• One-Third of Millionaires Use Social Media Professionally
    Thirty-four percent of rich folks use social media professionally, according to a survey of millionaires by Fidelity Investments (assuming that millionaires still count as "rich"), including 28% who say they use LinkedIn. This is a pretty substantial number, especially considering that the average age of rich respondents was 56. Adoption rates for other kinds of communications technology were even higher, with 85% of rich respondents saying they use -- or are willing to use -- email and text messaging for professional matters.
  • 12% of Americans Cite Social Media in Purchases
    The social media ROI discussion is heating up with a spate of new research drawing connections between social media, brand perceptions, and purchase behavior. That includes a new study released earlier this week by Knowledge Networks and MediaPost's very own Center for Media Research, showing that the number of Americans who say their brand consumption choices are influenced by social media has increased substantially in the last year.
  • Mobile Social Activity Soars
    The number of people accessing social media through mobile devices is booming, according to comScore, which just released a report titled "The State of the U.S. Mobile Advertising Industry and What Lies Ahead." The report includes a comparison of the top 10 categories of mobile activity in March 2010 and March 2011, and the biggest year-over-year increase -- both in terms of actual users and percentage growth -- was in mobile social networking.
  • Social Media Boosts Restaurant Sales
    The social media world is dealing with return-on-investment like the shambling, many-headed hydra that it is -- meaning, slowly and in piecemeal fashion. After several years of deafening silence, 2011 has seen some promising starts, with tentative attempts to demonstrate and quantify connections between social media exposure, brand perception, and sales lift.
  • What a Week: Hoax, Hacks, and Hucksters
    While it has always been an experiment in controlled chaos, sometimes the Internet seems like it is really spinning out of control. Last week was one such occasion, as social media dominated the headlines in a variety of unexpected (and often unpleasant) ways. Taken together, these stories paint a portrait of the way social media is transforming everyday life, for good or ill.
  • Union Lobbies Social Media to Fight Free Trade
    One of the remarkable things about social media is its flexibility, which allows people to use it for pretty much any purpose you can imagine, running the gamut from personal to political to professional and everywhere in between. For example, IndustryWeek reports that one of the nation's largest unions is using Facebook to organize a campaign against free trade agreements which it says threaten American jobs. The International Association of Machinists & Aerospace Workers, with total of about 700,000 members, is drumming up opposition to planned trade deals with South Korea, Columbia, and Panama with an ad campaign claiming that …
  • Surprise, Facebook Is In Trouble Again
    Like Groundhog Day and taxes, it's becoming an annual (if not semi-annual) ritual: Facebook quietly introduces a new product or service with sweeping implications for customer privacy; people finally notice; controversy ensues; everyone forgets it ever happened.
  • Indy Politicians Use Social Media to Challenge Chinese Regime
    China's government is terrified of social media because of its potential as a tool for spreading and organizing dissent -- and it turns out this fear is quite justified, as the Communist party faces its biggest external political challenge in twenty years, thanks in part to social media.
  • Mathematicians Cry "Bubble" on LinkedIn IPO
    Having harped on the whole social media bubble thing in the past, including the LinkedIn IPO, I now find myself playing devil's advocate in response to an interesting study by academic mathematicians purporting to "prove" that LinkedIn's IPO is a bubble. Basically, I am merely going to point out that -- even if it looks, smells, sounds, and acts like a bubble -- there is really no way to actually know if it is a bubble until it pops.
  • Do We Need Social Media In Cars? Probably Not
    Everyone is real excited about this social media thing, but at a certain point I think we all need to take a step back, take a couple deep breaths, and just try to calm down a little before someone gets hurt. For example: it's great that we can access social media via mobile devices, but when do mobile log-ins cross the line from convenient to crazy (and possibly criminal)?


What you return must be every line below that includes the word "horizontal".

*** Records supplied ***

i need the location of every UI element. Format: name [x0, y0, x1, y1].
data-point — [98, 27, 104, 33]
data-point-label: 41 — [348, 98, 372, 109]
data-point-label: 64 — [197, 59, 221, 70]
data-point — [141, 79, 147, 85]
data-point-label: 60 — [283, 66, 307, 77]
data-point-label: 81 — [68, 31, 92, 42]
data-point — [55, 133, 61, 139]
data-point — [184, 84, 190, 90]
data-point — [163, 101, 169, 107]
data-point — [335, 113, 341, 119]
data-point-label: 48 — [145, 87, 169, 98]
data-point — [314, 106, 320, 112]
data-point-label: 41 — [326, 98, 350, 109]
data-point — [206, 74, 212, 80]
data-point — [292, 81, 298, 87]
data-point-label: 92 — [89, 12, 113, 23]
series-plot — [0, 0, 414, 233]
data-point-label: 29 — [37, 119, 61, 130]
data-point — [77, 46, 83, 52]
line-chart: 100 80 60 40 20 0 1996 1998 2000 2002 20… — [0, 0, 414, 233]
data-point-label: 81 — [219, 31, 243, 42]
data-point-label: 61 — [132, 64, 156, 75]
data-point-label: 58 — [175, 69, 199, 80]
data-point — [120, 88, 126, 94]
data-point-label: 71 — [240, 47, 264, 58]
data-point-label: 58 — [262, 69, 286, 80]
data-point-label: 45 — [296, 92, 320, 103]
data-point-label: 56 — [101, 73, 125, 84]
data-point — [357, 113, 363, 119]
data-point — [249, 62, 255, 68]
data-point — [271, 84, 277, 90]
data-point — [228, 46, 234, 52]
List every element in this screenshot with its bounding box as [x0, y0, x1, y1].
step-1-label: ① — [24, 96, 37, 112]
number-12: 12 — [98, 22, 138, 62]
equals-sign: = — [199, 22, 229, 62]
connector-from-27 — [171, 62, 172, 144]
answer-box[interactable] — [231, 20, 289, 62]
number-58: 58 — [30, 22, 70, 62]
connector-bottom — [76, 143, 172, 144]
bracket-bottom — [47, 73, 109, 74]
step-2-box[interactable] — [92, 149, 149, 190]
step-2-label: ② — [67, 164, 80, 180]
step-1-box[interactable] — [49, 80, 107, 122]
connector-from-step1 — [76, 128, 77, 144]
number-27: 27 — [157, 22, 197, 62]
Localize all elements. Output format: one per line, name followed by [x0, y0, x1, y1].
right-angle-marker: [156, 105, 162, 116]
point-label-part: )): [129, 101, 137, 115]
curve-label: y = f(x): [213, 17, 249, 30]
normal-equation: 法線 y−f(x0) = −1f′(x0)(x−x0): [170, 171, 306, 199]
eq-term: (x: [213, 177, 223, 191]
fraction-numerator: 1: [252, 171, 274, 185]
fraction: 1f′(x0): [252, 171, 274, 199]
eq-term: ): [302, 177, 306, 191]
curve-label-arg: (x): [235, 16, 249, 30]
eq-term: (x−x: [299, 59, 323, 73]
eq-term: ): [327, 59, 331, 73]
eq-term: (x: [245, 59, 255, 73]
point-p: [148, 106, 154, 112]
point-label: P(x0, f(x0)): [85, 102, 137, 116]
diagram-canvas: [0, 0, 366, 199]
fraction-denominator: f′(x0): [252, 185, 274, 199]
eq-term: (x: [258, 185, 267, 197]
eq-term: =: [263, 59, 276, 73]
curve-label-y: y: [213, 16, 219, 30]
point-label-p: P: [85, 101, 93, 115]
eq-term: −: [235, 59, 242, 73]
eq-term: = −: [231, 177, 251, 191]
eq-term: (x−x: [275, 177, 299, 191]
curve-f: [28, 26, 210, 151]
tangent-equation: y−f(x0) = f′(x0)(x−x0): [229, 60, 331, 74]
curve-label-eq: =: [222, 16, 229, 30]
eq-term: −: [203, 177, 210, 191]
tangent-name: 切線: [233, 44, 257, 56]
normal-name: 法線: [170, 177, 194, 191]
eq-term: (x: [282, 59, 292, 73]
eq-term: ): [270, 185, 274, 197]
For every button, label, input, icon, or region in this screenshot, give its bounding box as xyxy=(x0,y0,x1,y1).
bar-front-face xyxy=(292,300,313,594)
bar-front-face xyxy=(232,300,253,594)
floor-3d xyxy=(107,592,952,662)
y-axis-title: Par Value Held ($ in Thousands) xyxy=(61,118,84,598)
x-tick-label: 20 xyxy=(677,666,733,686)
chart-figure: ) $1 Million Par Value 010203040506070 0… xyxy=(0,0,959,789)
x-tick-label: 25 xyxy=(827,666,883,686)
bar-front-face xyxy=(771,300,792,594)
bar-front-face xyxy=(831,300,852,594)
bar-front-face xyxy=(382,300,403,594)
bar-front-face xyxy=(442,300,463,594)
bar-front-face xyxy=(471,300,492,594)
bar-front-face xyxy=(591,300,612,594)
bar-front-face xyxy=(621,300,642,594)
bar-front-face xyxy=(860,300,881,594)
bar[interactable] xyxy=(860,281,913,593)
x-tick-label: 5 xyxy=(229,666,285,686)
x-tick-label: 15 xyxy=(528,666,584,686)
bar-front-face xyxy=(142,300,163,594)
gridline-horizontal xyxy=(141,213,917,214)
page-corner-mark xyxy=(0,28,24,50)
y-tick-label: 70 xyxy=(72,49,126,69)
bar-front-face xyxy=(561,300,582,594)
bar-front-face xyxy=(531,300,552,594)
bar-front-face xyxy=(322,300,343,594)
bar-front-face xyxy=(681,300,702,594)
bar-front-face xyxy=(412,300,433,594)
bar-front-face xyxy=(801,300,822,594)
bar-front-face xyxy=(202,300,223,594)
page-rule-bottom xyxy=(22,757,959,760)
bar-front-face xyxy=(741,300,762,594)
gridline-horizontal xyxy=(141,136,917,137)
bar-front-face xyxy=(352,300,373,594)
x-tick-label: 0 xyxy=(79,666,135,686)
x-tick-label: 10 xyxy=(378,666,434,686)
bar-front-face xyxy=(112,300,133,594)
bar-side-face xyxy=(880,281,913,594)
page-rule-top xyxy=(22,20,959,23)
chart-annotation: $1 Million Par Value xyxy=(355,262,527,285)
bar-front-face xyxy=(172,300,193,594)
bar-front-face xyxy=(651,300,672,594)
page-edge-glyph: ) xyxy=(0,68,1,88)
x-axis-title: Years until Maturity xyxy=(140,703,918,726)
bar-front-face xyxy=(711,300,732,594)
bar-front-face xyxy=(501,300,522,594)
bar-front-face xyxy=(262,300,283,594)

*** End of Records supplied ***
*** Records supplied ***

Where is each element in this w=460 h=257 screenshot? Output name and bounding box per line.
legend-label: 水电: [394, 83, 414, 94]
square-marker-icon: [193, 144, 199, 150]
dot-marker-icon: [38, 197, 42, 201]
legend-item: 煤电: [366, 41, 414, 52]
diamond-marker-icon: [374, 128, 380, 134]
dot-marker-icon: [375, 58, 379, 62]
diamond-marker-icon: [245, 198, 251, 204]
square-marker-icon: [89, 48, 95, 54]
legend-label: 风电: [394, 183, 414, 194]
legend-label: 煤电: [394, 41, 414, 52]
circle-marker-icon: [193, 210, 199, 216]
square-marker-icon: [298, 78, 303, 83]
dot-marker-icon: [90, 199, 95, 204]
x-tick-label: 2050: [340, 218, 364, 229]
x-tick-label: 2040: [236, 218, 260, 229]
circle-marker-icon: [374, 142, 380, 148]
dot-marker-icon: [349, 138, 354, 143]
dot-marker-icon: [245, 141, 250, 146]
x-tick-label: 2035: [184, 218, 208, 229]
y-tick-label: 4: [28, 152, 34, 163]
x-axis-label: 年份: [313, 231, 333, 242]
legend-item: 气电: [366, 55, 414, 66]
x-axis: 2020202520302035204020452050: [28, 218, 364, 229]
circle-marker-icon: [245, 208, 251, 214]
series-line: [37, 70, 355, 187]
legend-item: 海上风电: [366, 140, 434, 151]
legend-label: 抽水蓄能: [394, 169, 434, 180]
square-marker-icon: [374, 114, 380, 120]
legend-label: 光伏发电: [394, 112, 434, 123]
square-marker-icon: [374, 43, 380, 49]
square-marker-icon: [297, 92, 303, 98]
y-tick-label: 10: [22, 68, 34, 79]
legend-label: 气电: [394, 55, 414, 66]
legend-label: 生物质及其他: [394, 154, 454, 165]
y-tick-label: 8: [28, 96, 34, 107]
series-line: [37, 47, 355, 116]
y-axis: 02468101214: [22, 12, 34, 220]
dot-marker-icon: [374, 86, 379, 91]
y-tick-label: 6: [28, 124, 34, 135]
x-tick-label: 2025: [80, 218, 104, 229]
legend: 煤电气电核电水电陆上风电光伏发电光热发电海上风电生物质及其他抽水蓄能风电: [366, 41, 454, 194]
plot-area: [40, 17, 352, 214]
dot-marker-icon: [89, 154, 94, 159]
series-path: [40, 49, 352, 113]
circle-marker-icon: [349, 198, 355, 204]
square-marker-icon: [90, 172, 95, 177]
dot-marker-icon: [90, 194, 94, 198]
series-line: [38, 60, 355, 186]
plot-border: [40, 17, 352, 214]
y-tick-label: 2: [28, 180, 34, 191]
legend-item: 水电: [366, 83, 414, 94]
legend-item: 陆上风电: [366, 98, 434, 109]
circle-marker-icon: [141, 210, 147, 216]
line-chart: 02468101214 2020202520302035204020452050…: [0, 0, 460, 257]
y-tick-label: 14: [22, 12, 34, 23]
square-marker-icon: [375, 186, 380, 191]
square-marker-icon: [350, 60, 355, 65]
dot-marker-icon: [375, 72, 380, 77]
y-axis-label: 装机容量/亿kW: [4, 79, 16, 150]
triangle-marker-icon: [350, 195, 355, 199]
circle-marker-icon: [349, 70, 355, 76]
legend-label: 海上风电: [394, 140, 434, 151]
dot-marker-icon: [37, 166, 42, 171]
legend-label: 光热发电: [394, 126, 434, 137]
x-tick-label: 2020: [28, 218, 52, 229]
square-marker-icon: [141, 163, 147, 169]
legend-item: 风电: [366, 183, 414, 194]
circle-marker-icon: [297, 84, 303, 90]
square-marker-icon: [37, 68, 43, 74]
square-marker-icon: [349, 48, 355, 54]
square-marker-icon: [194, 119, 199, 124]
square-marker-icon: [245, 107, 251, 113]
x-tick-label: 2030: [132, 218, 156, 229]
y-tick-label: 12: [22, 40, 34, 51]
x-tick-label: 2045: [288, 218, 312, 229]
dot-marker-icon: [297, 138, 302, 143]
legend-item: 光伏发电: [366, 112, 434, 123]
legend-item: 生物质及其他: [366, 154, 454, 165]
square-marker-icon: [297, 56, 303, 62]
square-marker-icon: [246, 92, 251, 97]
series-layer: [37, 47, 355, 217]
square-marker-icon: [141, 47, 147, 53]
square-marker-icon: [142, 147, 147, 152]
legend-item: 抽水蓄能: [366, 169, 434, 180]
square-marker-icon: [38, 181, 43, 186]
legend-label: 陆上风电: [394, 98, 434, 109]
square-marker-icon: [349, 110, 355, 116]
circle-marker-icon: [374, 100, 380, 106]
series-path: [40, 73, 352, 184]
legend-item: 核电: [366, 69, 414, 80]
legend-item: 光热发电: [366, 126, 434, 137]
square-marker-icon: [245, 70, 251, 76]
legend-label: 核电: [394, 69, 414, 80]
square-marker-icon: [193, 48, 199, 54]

*** End of Records supplied ***

» **Task output**
gridline-horizontal xyxy=(141,213,917,214)
gridline-horizontal xyxy=(141,136,917,137)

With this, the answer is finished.